ACTION ITEM:
With nothing added or dropped, output every record below exactly.

(Dataset records)
========================================================================

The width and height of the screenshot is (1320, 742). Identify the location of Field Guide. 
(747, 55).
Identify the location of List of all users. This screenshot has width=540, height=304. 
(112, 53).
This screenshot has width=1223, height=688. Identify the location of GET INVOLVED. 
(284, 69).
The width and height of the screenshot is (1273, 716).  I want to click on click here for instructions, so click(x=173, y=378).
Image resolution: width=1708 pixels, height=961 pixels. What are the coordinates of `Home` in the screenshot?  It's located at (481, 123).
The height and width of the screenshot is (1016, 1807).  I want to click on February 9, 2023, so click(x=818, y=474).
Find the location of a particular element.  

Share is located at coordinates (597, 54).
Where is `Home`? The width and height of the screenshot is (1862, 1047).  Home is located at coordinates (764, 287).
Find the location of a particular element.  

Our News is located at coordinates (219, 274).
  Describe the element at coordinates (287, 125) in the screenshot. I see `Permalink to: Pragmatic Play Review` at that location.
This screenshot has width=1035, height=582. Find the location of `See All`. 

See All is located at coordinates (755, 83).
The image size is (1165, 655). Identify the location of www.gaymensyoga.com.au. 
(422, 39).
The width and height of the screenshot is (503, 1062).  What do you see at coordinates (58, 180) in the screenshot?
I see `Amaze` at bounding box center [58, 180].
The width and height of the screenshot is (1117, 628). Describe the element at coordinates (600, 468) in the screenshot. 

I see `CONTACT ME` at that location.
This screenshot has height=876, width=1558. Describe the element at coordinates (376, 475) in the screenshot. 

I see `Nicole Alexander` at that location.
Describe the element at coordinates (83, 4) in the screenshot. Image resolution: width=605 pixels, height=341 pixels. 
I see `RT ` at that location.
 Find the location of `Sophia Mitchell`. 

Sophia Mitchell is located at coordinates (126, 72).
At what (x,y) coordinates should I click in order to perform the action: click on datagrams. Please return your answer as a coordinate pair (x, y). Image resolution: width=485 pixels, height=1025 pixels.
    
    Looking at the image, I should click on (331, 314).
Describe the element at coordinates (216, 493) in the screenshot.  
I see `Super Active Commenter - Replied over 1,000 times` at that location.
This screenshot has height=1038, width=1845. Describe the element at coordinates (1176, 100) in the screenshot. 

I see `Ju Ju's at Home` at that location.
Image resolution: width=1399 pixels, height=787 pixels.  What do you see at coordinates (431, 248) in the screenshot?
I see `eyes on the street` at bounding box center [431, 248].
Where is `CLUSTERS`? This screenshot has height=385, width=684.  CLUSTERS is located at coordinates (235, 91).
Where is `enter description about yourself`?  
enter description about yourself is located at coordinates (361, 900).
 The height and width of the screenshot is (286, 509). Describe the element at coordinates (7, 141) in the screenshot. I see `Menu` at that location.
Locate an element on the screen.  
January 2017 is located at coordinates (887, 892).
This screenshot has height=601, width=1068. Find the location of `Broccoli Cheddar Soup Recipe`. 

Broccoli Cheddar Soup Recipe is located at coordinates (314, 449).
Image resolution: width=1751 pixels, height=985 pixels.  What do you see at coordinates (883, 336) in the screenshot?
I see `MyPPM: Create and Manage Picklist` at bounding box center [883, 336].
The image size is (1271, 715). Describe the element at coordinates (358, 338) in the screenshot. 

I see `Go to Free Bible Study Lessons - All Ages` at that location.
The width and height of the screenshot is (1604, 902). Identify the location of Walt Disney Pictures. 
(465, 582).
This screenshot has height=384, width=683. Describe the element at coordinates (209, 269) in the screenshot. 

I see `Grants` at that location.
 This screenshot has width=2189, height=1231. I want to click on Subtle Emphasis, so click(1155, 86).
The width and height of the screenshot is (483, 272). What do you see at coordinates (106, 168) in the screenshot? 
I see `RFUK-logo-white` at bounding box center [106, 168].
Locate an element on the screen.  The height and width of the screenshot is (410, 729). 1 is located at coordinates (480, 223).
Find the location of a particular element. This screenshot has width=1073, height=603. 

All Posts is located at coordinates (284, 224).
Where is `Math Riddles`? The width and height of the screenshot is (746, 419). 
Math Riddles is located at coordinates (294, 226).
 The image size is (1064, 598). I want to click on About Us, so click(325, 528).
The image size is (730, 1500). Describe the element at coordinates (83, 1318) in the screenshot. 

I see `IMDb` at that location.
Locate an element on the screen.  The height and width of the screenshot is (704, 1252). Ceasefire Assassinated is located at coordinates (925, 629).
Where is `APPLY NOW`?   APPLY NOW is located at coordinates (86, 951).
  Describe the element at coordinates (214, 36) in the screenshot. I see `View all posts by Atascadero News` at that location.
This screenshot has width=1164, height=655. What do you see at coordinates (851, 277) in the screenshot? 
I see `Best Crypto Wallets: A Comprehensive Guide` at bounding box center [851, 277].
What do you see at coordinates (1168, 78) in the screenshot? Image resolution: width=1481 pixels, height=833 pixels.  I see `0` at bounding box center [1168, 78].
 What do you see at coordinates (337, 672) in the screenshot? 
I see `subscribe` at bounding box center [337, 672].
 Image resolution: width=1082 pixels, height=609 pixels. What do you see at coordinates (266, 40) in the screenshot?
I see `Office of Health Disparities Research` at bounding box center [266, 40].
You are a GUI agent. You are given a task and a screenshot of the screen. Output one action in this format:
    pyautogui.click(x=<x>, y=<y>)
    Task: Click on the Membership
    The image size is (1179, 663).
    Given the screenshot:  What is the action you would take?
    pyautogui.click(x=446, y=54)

========================================================================

YOUR RESPONSE:
The width and height of the screenshot is (1320, 742). Identify the location of Field Guide. 
(747, 55).
Identify the location of List of all users. This screenshot has width=540, height=304. 
(112, 53).
This screenshot has width=1223, height=688. Identify the location of GET INVOLVED. 
(284, 69).
The width and height of the screenshot is (1273, 716).  I want to click on click here for instructions, so click(x=173, y=378).
Image resolution: width=1708 pixels, height=961 pixels. What are the coordinates of `Home` in the screenshot?  It's located at (481, 123).
The height and width of the screenshot is (1016, 1807).  I want to click on February 9, 2023, so click(x=818, y=474).
Find the location of a particular element.  

Share is located at coordinates (597, 54).
Where is `Home`? The width and height of the screenshot is (1862, 1047).  Home is located at coordinates (764, 287).
Find the location of a particular element.  

Our News is located at coordinates (219, 274).
  Describe the element at coordinates (287, 125) in the screenshot. I see `Permalink to: Pragmatic Play Review` at that location.
This screenshot has width=1035, height=582. Find the location of `See All`. 

See All is located at coordinates (755, 83).
The image size is (1165, 655). Identify the location of www.gaymensyoga.com.au. 
(422, 39).
The width and height of the screenshot is (503, 1062).  What do you see at coordinates (58, 180) in the screenshot?
I see `Amaze` at bounding box center [58, 180].
The width and height of the screenshot is (1117, 628). Describe the element at coordinates (600, 468) in the screenshot. 

I see `CONTACT ME` at that location.
This screenshot has height=876, width=1558. Describe the element at coordinates (376, 475) in the screenshot. 

I see `Nicole Alexander` at that location.
Describe the element at coordinates (83, 4) in the screenshot. Image resolution: width=605 pixels, height=341 pixels. 
I see `RT ` at that location.
 Find the location of `Sophia Mitchell`. 

Sophia Mitchell is located at coordinates (126, 72).
At what (x,y) coordinates should I click in order to perform the action: click on datagrams. Please return your answer as a coordinate pair (x, y). Image resolution: width=485 pixels, height=1025 pixels.
    
    Looking at the image, I should click on (331, 314).
Describe the element at coordinates (216, 493) in the screenshot.  
I see `Super Active Commenter - Replied over 1,000 times` at that location.
This screenshot has height=1038, width=1845. Describe the element at coordinates (1176, 100) in the screenshot. 

I see `Ju Ju's at Home` at that location.
Image resolution: width=1399 pixels, height=787 pixels.  What do you see at coordinates (431, 248) in the screenshot?
I see `eyes on the street` at bounding box center [431, 248].
Where is `CLUSTERS`? This screenshot has height=385, width=684.  CLUSTERS is located at coordinates (235, 91).
Where is `enter description about yourself`?  
enter description about yourself is located at coordinates (361, 900).
 The height and width of the screenshot is (286, 509). Describe the element at coordinates (7, 141) in the screenshot. I see `Menu` at that location.
Locate an element on the screen.  
January 2017 is located at coordinates (887, 892).
This screenshot has height=601, width=1068. Find the location of `Broccoli Cheddar Soup Recipe`. 

Broccoli Cheddar Soup Recipe is located at coordinates (314, 449).
Image resolution: width=1751 pixels, height=985 pixels.  What do you see at coordinates (883, 336) in the screenshot?
I see `MyPPM: Create and Manage Picklist` at bounding box center [883, 336].
The image size is (1271, 715). Describe the element at coordinates (358, 338) in the screenshot. 

I see `Go to Free Bible Study Lessons - All Ages` at that location.
The width and height of the screenshot is (1604, 902). Identify the location of Walt Disney Pictures. 
(465, 582).
This screenshot has height=384, width=683. Describe the element at coordinates (209, 269) in the screenshot. 

I see `Grants` at that location.
 This screenshot has width=2189, height=1231. I want to click on Subtle Emphasis, so click(1155, 86).
The width and height of the screenshot is (483, 272). What do you see at coordinates (106, 168) in the screenshot? 
I see `RFUK-logo-white` at bounding box center [106, 168].
Locate an element on the screen.  The height and width of the screenshot is (410, 729). 1 is located at coordinates (480, 223).
Find the location of a particular element. This screenshot has width=1073, height=603. 

All Posts is located at coordinates (284, 224).
Where is `Math Riddles`? The width and height of the screenshot is (746, 419). 
Math Riddles is located at coordinates (294, 226).
 The image size is (1064, 598). I want to click on About Us, so click(325, 528).
The image size is (730, 1500). Describe the element at coordinates (83, 1318) in the screenshot. 

I see `IMDb` at that location.
Locate an element on the screen.  The height and width of the screenshot is (704, 1252). Ceasefire Assassinated is located at coordinates (925, 629).
Where is `APPLY NOW`?   APPLY NOW is located at coordinates (86, 951).
  Describe the element at coordinates (214, 36) in the screenshot. I see `View all posts by Atascadero News` at that location.
This screenshot has width=1164, height=655. What do you see at coordinates (851, 277) in the screenshot? 
I see `Best Crypto Wallets: A Comprehensive Guide` at bounding box center [851, 277].
What do you see at coordinates (1168, 78) in the screenshot? Image resolution: width=1481 pixels, height=833 pixels.  I see `0` at bounding box center [1168, 78].
 What do you see at coordinates (337, 672) in the screenshot? 
I see `subscribe` at bounding box center [337, 672].
 Image resolution: width=1082 pixels, height=609 pixels. What do you see at coordinates (266, 40) in the screenshot?
I see `Office of Health Disparities Research` at bounding box center [266, 40].
You are a GUI agent. You are given a task and a screenshot of the screen. Output one action in this format:
    pyautogui.click(x=<x>, y=<y>)
    Task: Click on the Membership
    The image size is (1179, 663).
    Given the screenshot:  What is the action you would take?
    pyautogui.click(x=446, y=54)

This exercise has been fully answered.